Along with the committee hearings, there is legislation that might help clarify the definition of “ESG” investing: the “Mandatory Materiality Requirement Act of 2022,” which was introduced by Senator Mike Rounds (R–South Dakota) and seven other senators in September 2022. Companion legislation, H.R.9408 was introduced by Congressmen Bill Huizenga (R-Michigan) and Andy Barr (R-Kentucky) in December 2022. The purpose of these bills is “[t]o amend the Securities Act of 1933 to require that information required to be disclosed to the Securities and Exchange Commission by issuers be material to investors of those issuers, and for other purposes.” Although the SEC largely follows this materiality focus in connection with other disclosures, providing clarification would be useful.
This emphasis on materiality will also be useful in calming a current irritant in the ESG debate — the SEC’s proposed rule on climate related-risk disclosures for operating companies. In our view, critics of this rule on the left who want even more disclosure are ignoring the central tenet of materiality. Critics of this rule on the right are ignoring the fact that investors with trillions of dollars in assets under management, and which have a fiduciary duty to maximize long-term risk-adjusted returns, regard how a company is managing the effects of climate change to be a material issue.

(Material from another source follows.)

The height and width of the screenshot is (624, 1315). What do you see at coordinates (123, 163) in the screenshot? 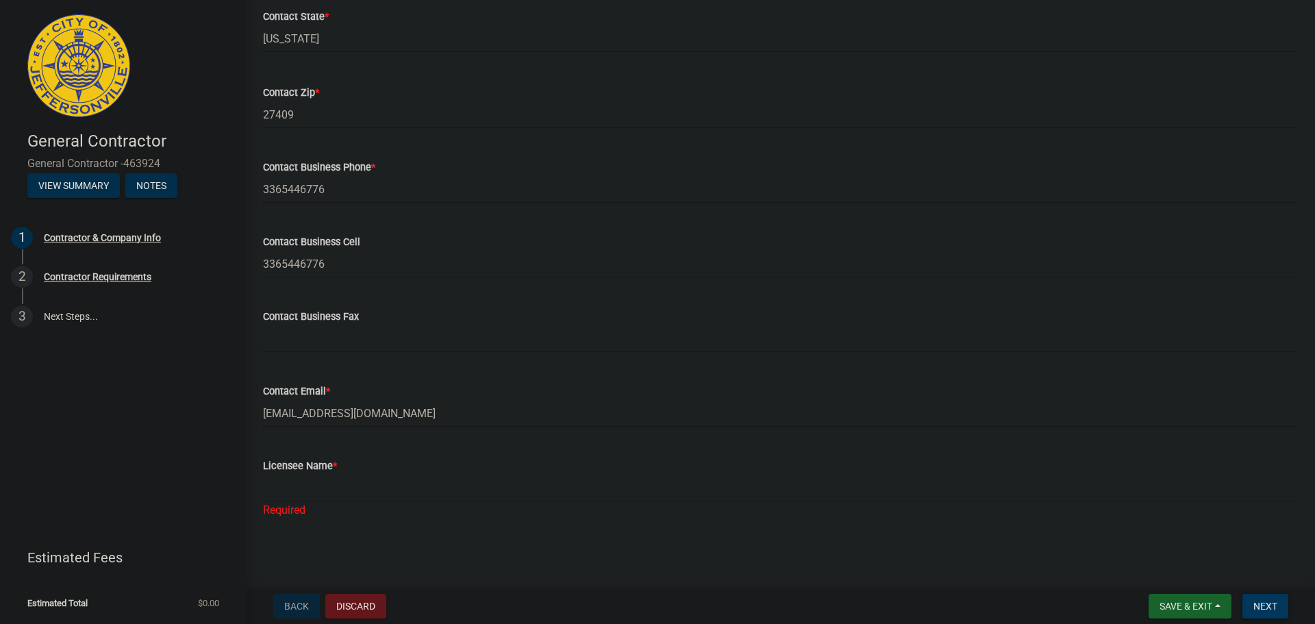
I see `span: General Contractor -463924` at bounding box center [123, 163].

In fact, many American companies are already making climate-related disclosures. As an example, consider ExxonMobil, which is aggressively investing in solutions to climate change. It reports on its carbon emissions, along with targets for reduction. Currently there are no requirements for it to do either. It also puts a diversity report in the public domain, again without being required to do so. Finally, it publishes a sustainability report—organized in terms of ESG. Chevron and ConocoPhillips are doing all of this as well.
A study by Governance & Accountability Institute, Inc. found that 96% of the S&P 500 and 81% of the Russell 1000 are producing such reports. The problem with these reports is that, in contrast to financial reporting, they are not based on a set of standards. This makes it difficult for investors to assess their validity and compare performance across different companies. However, progress is being made here through the creation of the International Sustainability Standards Board (ISSB). Its work is leveraging that of SASB, which is now part of the ISSB, to develop standards for material information as defined by the SEC and in the proposed legislation.
People ask us what we think the future is for ESG. In the near term, it is important to separate discussions about investors’ need for disclosures about material risk factors from debates about salient political issues. The pending House hearings could simply be political theater with the Republicans attacking Biden administration policy objectives and the Democrats defending them. Or they could be a learning opportunity to clarify what ESG is and what it isn’t. What it can do, what it can’t do, and what it isn’t supposed to do. How can this happen? By framing the hearings in terms of “materiality,” not “wokeness.”
Absent legislation, the role of Congress is to provide oversight of the rulemaking process as the SEC determines which risk factors are material to investors and balances the need for disclosure with the cost to companies of providing the information. The financial-disclosure framework established by Congress nearly nine decades ago has resulted in the greatest capital markets the world has ever seen. We believe that preserving and strengthening that framework should be a priority for policymakers on both sides of the aisle.